I think the mortality rates are skewed because most got medical care.
If it sweeps across a country, many will not be able to get medical care and the rate goes up.
There just aren't enough beds.
Good point. Mortality rates across China are being reported at 2%. Those areas have not been saturated and sick people can still get access to medical care.
In Wuhan reports are around 4.9%. That may be because systems have been saturated and there is not enough care to go around leading to higher death rates.
I wouldn't be surprised if both numbers are 3 times higher than reported.
I saw somewhere there are teams now in Wuhan checking the locked apartments for the dead. People have locked themselves up in their apartments for weeks. They probably don't know yet how many are moldering behind closed doors.

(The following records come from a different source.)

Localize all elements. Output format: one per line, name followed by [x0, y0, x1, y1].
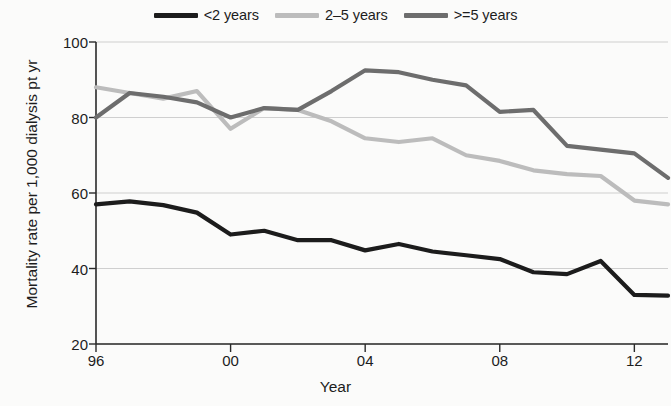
- y-tick-label: 60: [46, 185, 88, 202]
- y-axis-tick-labels: 20406080100: [40, 0, 88, 406]
- y-tick-label: 20: [46, 336, 88, 353]
- x-axis-title: Year: [0, 378, 671, 396]
- axis-ticks: [89, 42, 634, 352]
- y-axis-title: Mortality rate per 1,000 dialysis pt yr: [23, 34, 41, 334]
- gridlines: [96, 42, 668, 344]
- plot-area: [0, 0, 671, 406]
- series-line-0: [96, 201, 668, 295]
- x-tick-label: 04: [335, 352, 395, 369]
- y-tick-label: 100: [46, 34, 88, 51]
- series-line-2: [96, 70, 668, 178]
- y-tick-label: 40: [46, 260, 88, 277]
- x-tick-label: 08: [470, 352, 530, 369]
- x-tick-label: 96: [66, 352, 126, 369]
- data-series-group: [96, 70, 668, 295]
- y-tick-label: 80: [46, 109, 88, 126]
- chart-figure: <2 years 2–5 years >=5 years 20406080100…: [0, 0, 671, 406]
- x-tick-label: 12: [604, 352, 664, 369]
- x-tick-label: 00: [201, 352, 261, 369]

I wonder if they are using cadaver dogs.
The first US case of unknown origin has been identified.
https://www.cnbc.com/2020/02/26/dow-futures-fall-after-microsoft-issues-coronavirus-warning.html Yesterday Germany announce that most of it's cases can't be trace back to any identifiable point of origin.
https://www.cnbc.com/2020/02/26/coronavirus-latest-updates.htmlThat's a bad thing. These people had not traveled to China nor have been in direct contact with someone who has. If you can't trace back to an identifiable point of origin, then you have no idea how its spreading so you can take no steps to stop it. However it happened is probably still happening, infecting more.
Containment is over. That cat is out of the bag. There is no locus to quarantine any more. The enemy is within the wire. The only thing the protocols do now is hopefully slow the spread enough to run out the clock until a vaccine can be developed, tested, approved, manufactured, distributed, and administered. That could be 18-24 months from now. We are only at the very, very beginning.
There will be a slow down once hot weather arrives, but don't let them tell you it's over until they inject you with a vaccine that's been proven effective.